One good way to understand and apply this verse is to put it in the first person and use it as a job description: “There is nothing better than to be joyful and to do good as long as I live, and to eat and drink and take pleasure in all my work — this is God’s gift to me.”
Be joyful and do good—a lot of good can come of that in our relationships and our work.
The Preacher tells us to be joyful. We may not always be happy about the way things are going in life, but we can always find joy in the grace of our God and the work he has given us to do. No matter how bad our circumstances may be–whether through the natural hardships of life or the harm done to us by others or the painful consequences of our own rebellious sin–in every situation there is always a way for us to glorify God, and this should give us joy. (Philip Graham Ryken, Preaching the Word: Ecclesiastes, 94)
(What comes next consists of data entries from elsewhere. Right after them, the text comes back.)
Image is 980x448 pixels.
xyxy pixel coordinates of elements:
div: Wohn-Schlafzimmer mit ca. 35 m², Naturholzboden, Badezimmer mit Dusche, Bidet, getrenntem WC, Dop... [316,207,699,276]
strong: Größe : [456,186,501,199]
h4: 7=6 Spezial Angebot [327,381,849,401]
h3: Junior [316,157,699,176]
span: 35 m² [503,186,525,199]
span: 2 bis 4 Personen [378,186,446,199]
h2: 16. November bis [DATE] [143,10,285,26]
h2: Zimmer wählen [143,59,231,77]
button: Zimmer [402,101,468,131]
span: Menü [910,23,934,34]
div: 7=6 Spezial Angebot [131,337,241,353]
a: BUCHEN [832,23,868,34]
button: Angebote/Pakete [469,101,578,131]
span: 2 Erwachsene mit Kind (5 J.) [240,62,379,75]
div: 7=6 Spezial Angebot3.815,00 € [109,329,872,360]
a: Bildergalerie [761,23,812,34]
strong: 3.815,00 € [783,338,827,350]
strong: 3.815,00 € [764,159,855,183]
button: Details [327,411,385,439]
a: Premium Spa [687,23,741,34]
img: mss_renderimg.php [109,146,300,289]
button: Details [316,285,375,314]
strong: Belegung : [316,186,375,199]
The Preacher also tells us to “do good” — a phrase that should be taken in its moral and ethical sense. To “do good” is to do good works.
We are not saved by good works, of course, but we are saved for good works.
In his grace, God has given every one of us something good to do for him. We do not work because we have nothing better to do, but because God has called us to work for him. We can apply this at home, at school, at work and at church.
We should do all these things as long as we live, working right to the end of our lives. When the Preacher says “as long as they live,” he is remembering what he said back in verse 2, namely, that there is a time for us to die.
As we do good work in our generation, the Preacher gives us permission to celebrate the good things of life — eating and drinking and enjoying the pleasures that God has made for us to enjoy. Of course, it is always a temptation for us to live for earthly pleasure, serving our appetites instead of serving Jesus (see Romans 16:18). The good things in life so easily become our gods, which is absolute vanity, as the Preacher has already told us (see Ecclesiastes 2:1ff.).
But the way to resist this temptation is not by avoiding everything. Rather, we avoid idolatry by gratefully receiving the good things of life as blessings from God. Do not be a user and a taker; be a receiver and a thanker. This is all part of offering back to God what he has given to us in joyful service, while we have the time.
The other thing that the Preacher tells us to do — his second insight — is to let God be God, reverently accepting his sovereignty over time and eternity. He said, “I perceived that whatever God does endures forever; nothing can be added to it, nor anything taken from it. God has done it, so that people fear before him. That which is, already has been; and God seeks what has been driven away” (Ecclesiastes 3:14–15).
When he says, “whatever God does,” the Preacher may be thinking back to the beginning of the chapter, when he said that there is “a season . . . for everything . . . and a time for every matter under heaven” (Ecclesiastes 3:1). “Whatever God does” includes everything that God does, at whatever time he does it. He is sovereign over the times and the seasons. Whatever he does will endure: no one can add to it or subtract from it — now until forever.
Notice that the purpose of God’s works, both his timing and his ways, is designed “so that people fear before him.” This fear is “the beginning of wisdom (Proverbs 9:10) and will be Solomon’s final conclusion in Ecclesiastes 12:13.
To fear God doesn’t mean to cower before Him and want to hide from Him, but to desire above all things to please Him.
Martin Luther said, “This is what it means to fear God: to have God in view, to know that He looks at all our works, and to acknowledge Him as the Author of all things” (Martin Luther, “Notes on Ecclesiastes,” in Luther’s Works , trans. and ed. Jaroslav Pelikan, 56 vols. (St. Louis: Concordia, 1972), 15:55).
The fear of the Lord is not only the beginning of wisdom, but also the beginning of joy, of contentment, of an energetic and purposeful life. The things that are outside our control should not cause us to despair but to hope in God, who is sovereign over everything that happens.